SIMAP--the Database of All-against-all Protein Sequence Similarities and Annotations with New Interfaces and Increased Coverage
Overview
Affiliations
The Similarity Matrix of Proteins (SIMAP, http://mips.gsf.de/simap/) database has been designed to massively accelerate computationally expensive protein sequence analysis tasks in bioinformatics. It provides pre-calculated sequence similarities interconnecting the entire known protein sequence universe, complemented by pre-calculated protein features and domains, similarity clusters and functional annotations. SIMAP covers all major public protein databases as well as many consistently re-annotated metagenomes from different repositories.

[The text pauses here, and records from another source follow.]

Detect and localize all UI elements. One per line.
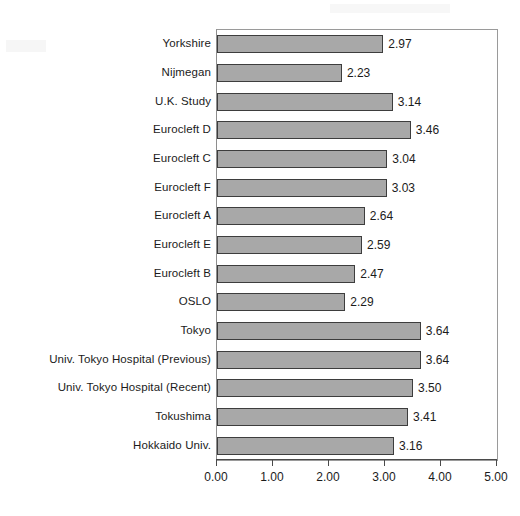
axis-tick-label: 1.00	[242, 470, 302, 485]
plot-area: 2.972.233.143.463.043.032.642.592.472.29…	[216, 29, 498, 461]
category-label: Eurocleft B	[6, 267, 211, 279]
category-label: Tokushima	[6, 410, 211, 422]
category-label: Eurocleft E	[6, 238, 211, 250]
bar	[217, 265, 355, 283]
category-label: Nijmegan	[6, 66, 211, 78]
bar-chart-figure: YorkshireNijmeganU.K. StudyEurocleft DEu…	[0, 0, 520, 516]
axis-line	[216, 459, 497, 460]
bar-row: 2.29	[217, 293, 497, 311]
bar-row: 3.03	[217, 179, 497, 197]
bar-row: 3.64	[217, 351, 497, 369]
category-label: Eurocleft A	[6, 209, 211, 221]
bar	[217, 379, 413, 397]
bar	[217, 35, 383, 53]
category-label: Tokyo	[6, 324, 211, 336]
category-label: OSLO	[6, 295, 211, 307]
bar-row: 2.23	[217, 64, 497, 82]
category-label: Eurocleft C	[6, 152, 211, 164]
bar-value-label: 3.64	[426, 323, 449, 339]
category-label: Univ. Tokyo Hospital (Recent)	[6, 381, 211, 393]
bar-value-label: 2.59	[367, 237, 390, 253]
bar-value-label: 3.03	[392, 180, 415, 196]
axis-tick	[216, 460, 217, 466]
axis-tick	[384, 460, 385, 466]
bar-row: 3.64	[217, 322, 497, 340]
category-label: Yorkshire	[6, 37, 211, 49]
axis-tick	[496, 460, 497, 466]
bar	[217, 293, 345, 311]
bar-value-label: 2.64	[370, 208, 393, 224]
bar-row: 2.47	[217, 265, 497, 283]
bar	[217, 64, 342, 82]
bar	[217, 408, 408, 426]
bar	[217, 351, 421, 369]
bar-row: 3.04	[217, 150, 497, 168]
bar-value-label: 3.04	[392, 151, 415, 167]
bar	[217, 93, 393, 111]
axis-tick-label: 5.00	[466, 470, 520, 485]
bar-value-label: 3.46	[416, 122, 439, 138]
bar-row: 2.97	[217, 35, 497, 53]
bar-value-label: 2.29	[350, 294, 373, 310]
bar-row: 2.59	[217, 236, 497, 254]
axis-tick-label: 4.00	[410, 470, 470, 485]
bar	[217, 236, 362, 254]
bar-value-label: 3.16	[399, 438, 422, 454]
bar-row: 2.64	[217, 207, 497, 225]
bar	[217, 121, 411, 139]
axis-tick	[272, 460, 273, 466]
bar-value-label: 3.64	[426, 352, 449, 368]
bar-row: 3.41	[217, 408, 497, 426]
category-label: Hokkaido Univ.	[6, 439, 211, 451]
axis-tick	[440, 460, 441, 466]
category-label: U.K. Study	[6, 95, 211, 107]
bar	[217, 322, 421, 340]
category-label: Univ. Tokyo Hospital (Previous)	[6, 353, 211, 365]
axis-tick	[328, 460, 329, 466]
value-axis: 0.001.002.003.004.005.00	[216, 459, 497, 511]
axis-tick-label: 0.00	[186, 470, 246, 485]
bar	[217, 207, 365, 225]
bar-row: 3.46	[217, 121, 497, 139]
axis-tick-label: 2.00	[298, 470, 358, 485]
bar-value-label: 2.97	[388, 36, 411, 52]
bar-value-label: 3.41	[413, 409, 436, 425]
category-label: Eurocleft D	[6, 123, 211, 135]
category-axis: YorkshireNijmeganU.K. StudyEurocleft DEu…	[0, 29, 211, 459]
bar	[217, 179, 387, 197]
axis-tick-label: 3.00	[354, 470, 414, 485]
scan-artifact	[330, 4, 450, 13]
bar-row: 3.50	[217, 379, 497, 397]
bar-value-label: 2.23	[347, 65, 370, 81]
bar	[217, 150, 387, 168]
bar-value-label: 3.50	[418, 380, 441, 396]
bar-row: 3.14	[217, 93, 497, 111]
bar	[217, 437, 394, 455]
bar-value-label: 3.14	[398, 94, 421, 110]
bar-row: 3.16	[217, 437, 497, 455]
category-label: Eurocleft F	[6, 181, 211, 193]
bar-value-label: 2.47	[360, 266, 383, 282]
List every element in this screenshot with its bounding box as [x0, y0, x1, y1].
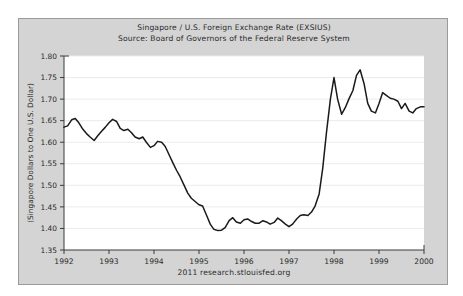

As of September 2013, SIMAP contains >163 million proteins corresponding to ∼70 million non-redundant sequences. SIMAP uses the sensitive FASTA search heuristics, the Smith-Waterman alignment algorithm, the InterPro database of protein domain models and the BLAST2GO functional annotation algorithm. SIMAP assists biologists by facilitating the interactive exploration of the protein sequence universe. Web-Service and DAS interfaces allow connecting SIMAP with any other bioinformatic tool and resource. All-against-all protein sequence similarity matrices of project-specific protein collections are generated on request. Recent improvements allow SIMAP to cover the rapidly growing sequenced protein sequence universe. New Web-Service interfaces enhance the connectivity of SIMAP. Novel tools for interactive extraction of protein similarity networks have been added. Open access to SIMAP is provided through the web portal; the portal also contains instructions and links for software access and flat file downloads.
Protein-Coding Gene Families in Prokaryote Genome Comparisons.
Carhuaricra-Huaman D, Setubal J Methods Mol Biol. 2024; 2802:33-55.
PMID: 38819555 DOI: 10.1007/978-1-0716-3838-5_2.
Cracking the black box of deep sequence-based protein-protein interaction prediction.
Bernett J, Blumenthal D, List M Brief Bioinform. 2024; 25(2).
PMID: 38446741 PMC: 10939362. DOI: 10.1093/bib/bbae076.
Cytoscape stringApp 2.0: Analysis and Visualization of Heterogeneous Biological Networks.
Doncheva N, Morris J, Holze H, Kirsch R, Nastou K, Cuesta-Astroz Y J Proteome Res. 2022; 22(2):637-646.
PMID: 36512705 PMC: 9904289. DOI: 10.1021/acs.jproteome.2c00651.
eggNOG 6.0: enabling comparative genomics across 12 535 organisms.
Hernandez-Plaza A, Szklarczyk D, Botas J, Cantalapiedra C, Giner-Lamia J, Mende D Nucleic Acids Res. 2022; 51(D1):D389-D394.
PMID: 36399505 PMC: 9825578. DOI: 10.1093/nar/gkac1022.
Ten Years of Collaborative Progress in the Quest for Orthologs.
Linard B, Ebersberger I, McGlynn S, Glover N, Mochizuki T, Patricio M Mol Biol Evol. 2021; 38(8):3033-3045.
PMID: 33822172 PMC: 8321534. DOI: 10.1093/molbev/msab098.